Wednesday 12 December 2007

The FED and liquidity

It has become too much of a cliche to post a picture of the deep blue sea before talking about liquidity risk, so here's a muddy river instead...

With that out of the way, the news is that the FED is modifying its liquidity arrangements, allowing it to provide repo facilities to banks without using the window. Details are scant so far, but clearly the FED is worried about the size of the three month swap spread, and it is using both of the tools available to it -- rates and the management of liquidity premiums -- to calm the markets.

Update. Ah. This is all part of coordinated central bank action. Interestingly:

The Bank of England will increase the amount offered in its next auction on 18 December from £2.85bn to £11.35bn, of which £10bn will be offered for three months.

Crucially, it will accept a slightly wider range of assets as collateral for the loans.

The FED press release describing its new term auction facility is here and the WSJ comment is here. From the latter:

At the discount window, the Fed can accept numerous types of collateral, including riskier subprime mortgage-backed securities, as long as the value of the collateral exceeds the loan by enough to protect the Fed from loss. But though the Fed eased the terms and cost of such loans in August, banks continue to shun them for fear of appearing desperate.

Under the new method, the Fed will hold four auctions of discount-window credit. The first two, for $20 billion each, will be held next Monday and Thursday for four- and five-week terms, respectively; two more, for undetermined amounts, will be on Jan. 14 and 28. The auctions are structured so that the rate on the loans will be no lower than the market's expectations for the fed-funds rate, and probably no higher than the discount rate.


Clearly this is a helpful step from the FED and the comment has mostly been positive. Ken Thompson, chief executive of Wachovia said:

More than lowering rates in the economy, just having this banking system liquefied will make a huge difference...

[The reason rates for loans among banks are so high, he said, is that banks and investors] are still fearful of each other and everybody is worried about counterparty risk and so people are hoarding their balance sheets, and this will help that.

Watch the 3m swap spread and see what happens. Ooops.

One final update. Dealbreaker.com points out that the FED is using very old repo haircuts. 85% for a AAA CDO with no mark is indeed generous. Surely they will notice this and fix it. Unless they intended to blow the current liquidity premiums out of the water.

Meanwhile interfluidity takes a dim view of the TAF. One of the points they make is that the TAF is large compared with FED borrowing for much of the year. That's true, but it is still small compared with the problem: a single big conduit is tens of billions of dollars, roughly the size of the entire TAF. To make a real difference, the central banks need to parachute in hundreds, not tens of billions.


Work instruction
Everything in the listing except the pictures should be written out exactly.

Data excerpts
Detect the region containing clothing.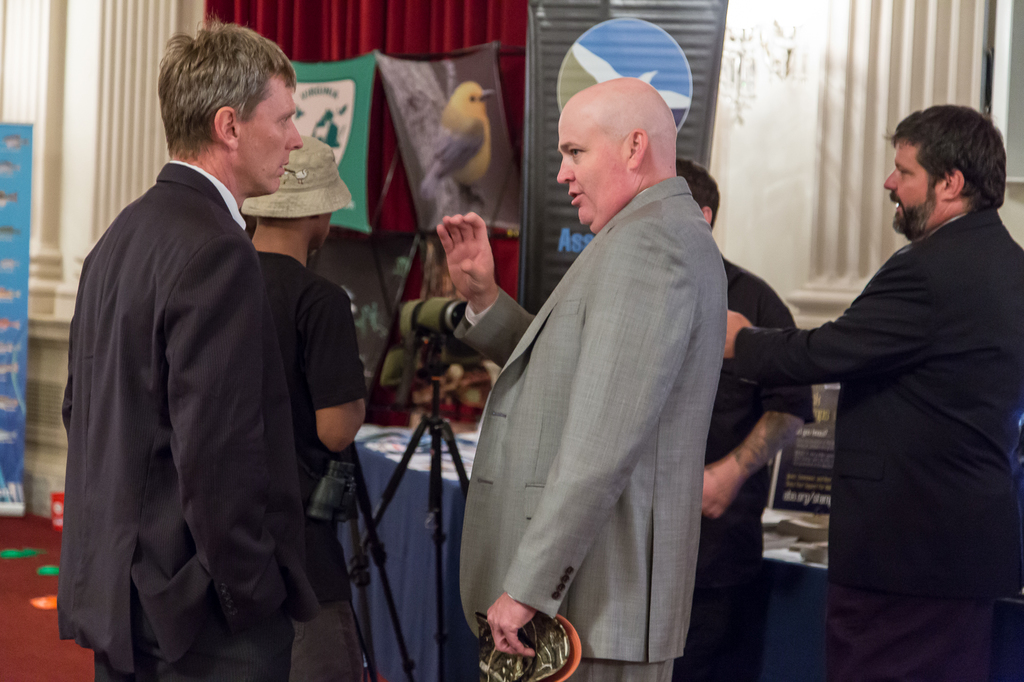
x1=56 y1=88 x2=355 y2=681.
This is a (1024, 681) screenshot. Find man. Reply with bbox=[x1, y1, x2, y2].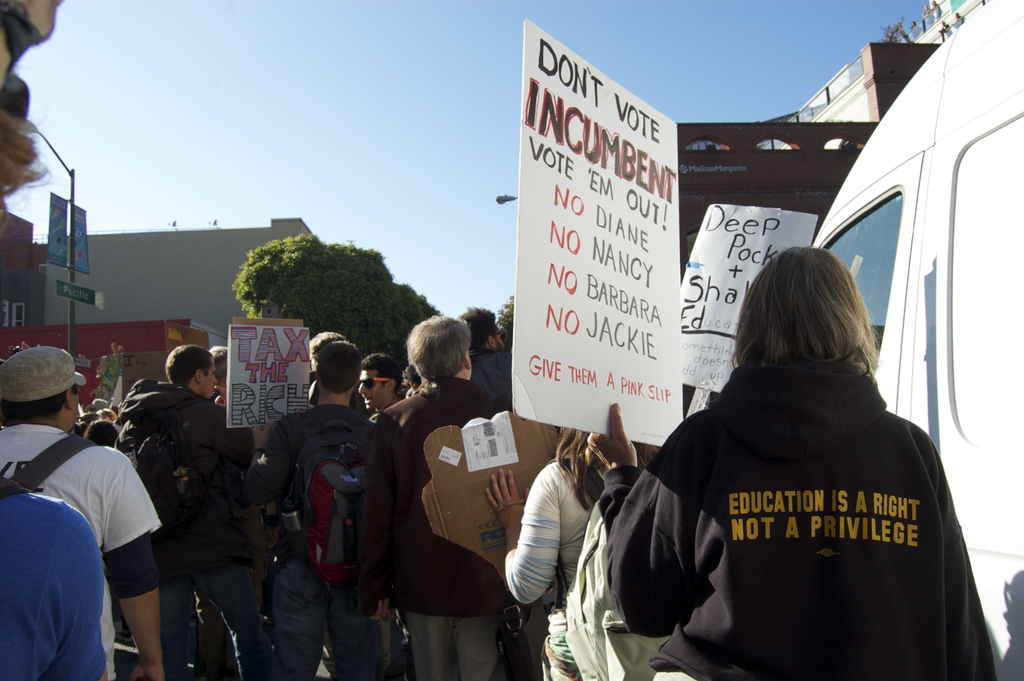
bbox=[17, 351, 184, 678].
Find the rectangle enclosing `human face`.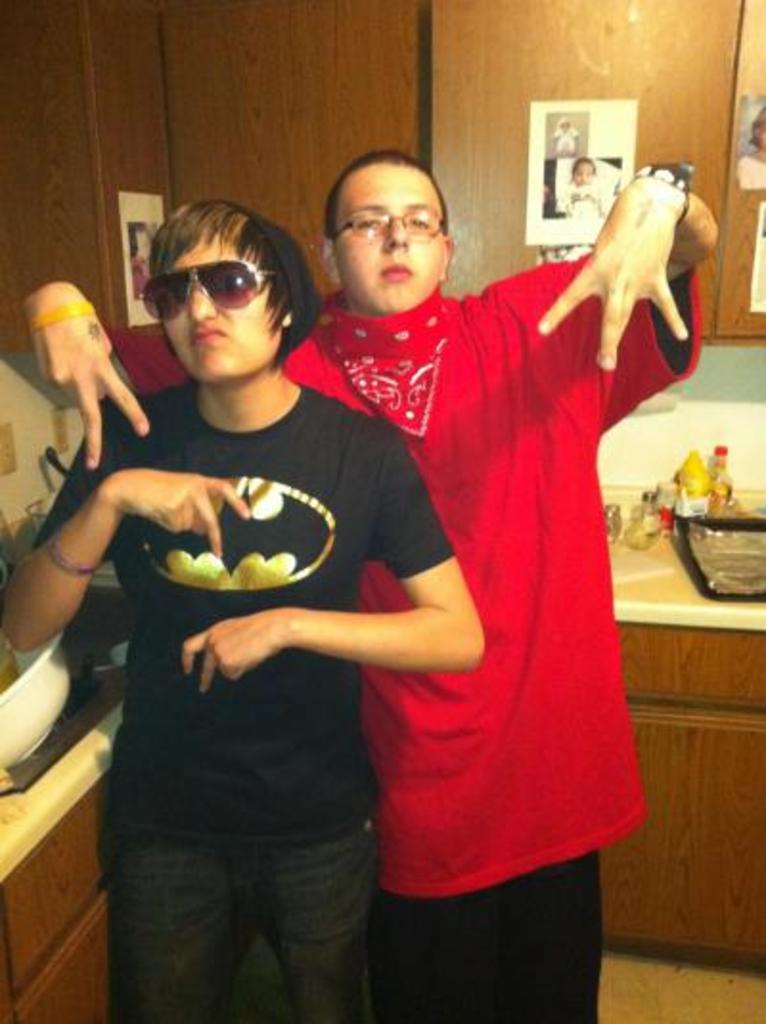
box(161, 239, 282, 373).
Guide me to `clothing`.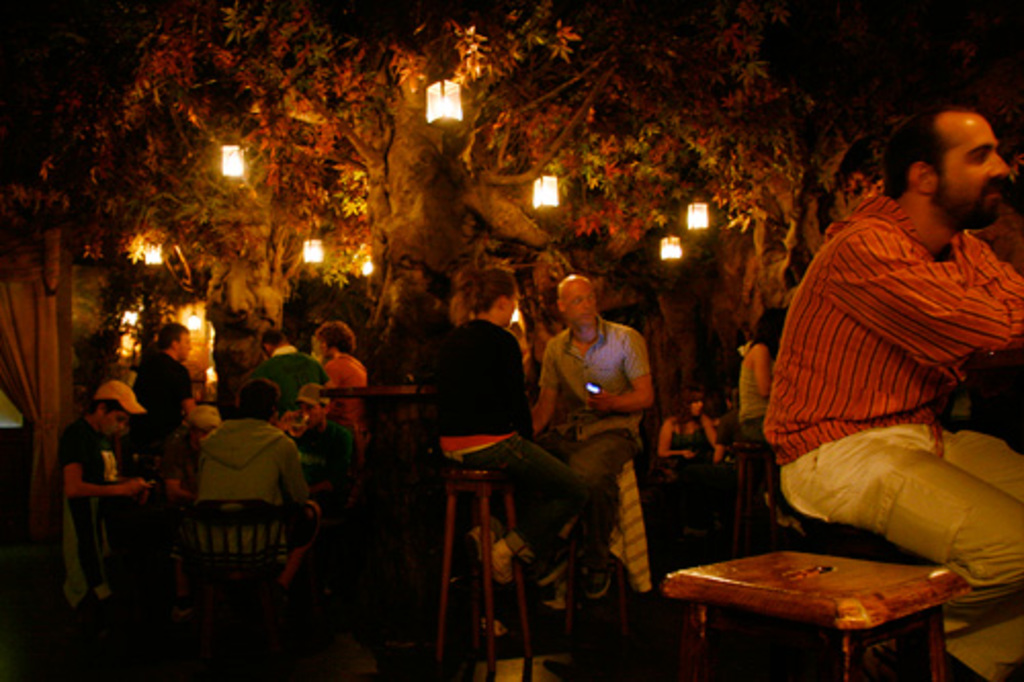
Guidance: x1=127, y1=352, x2=197, y2=463.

Response area
Detect the region containing clothing.
x1=56 y1=88 x2=355 y2=681.
This is a (1024, 681) screenshot. Find man. Reply with bbox=[x1, y1, x2, y2].
bbox=[17, 351, 184, 678].
Find the rectangle enclosing `human face`.
box(161, 239, 282, 373).
Guide me to `clothing`.
Guidance: x1=127, y1=352, x2=197, y2=463.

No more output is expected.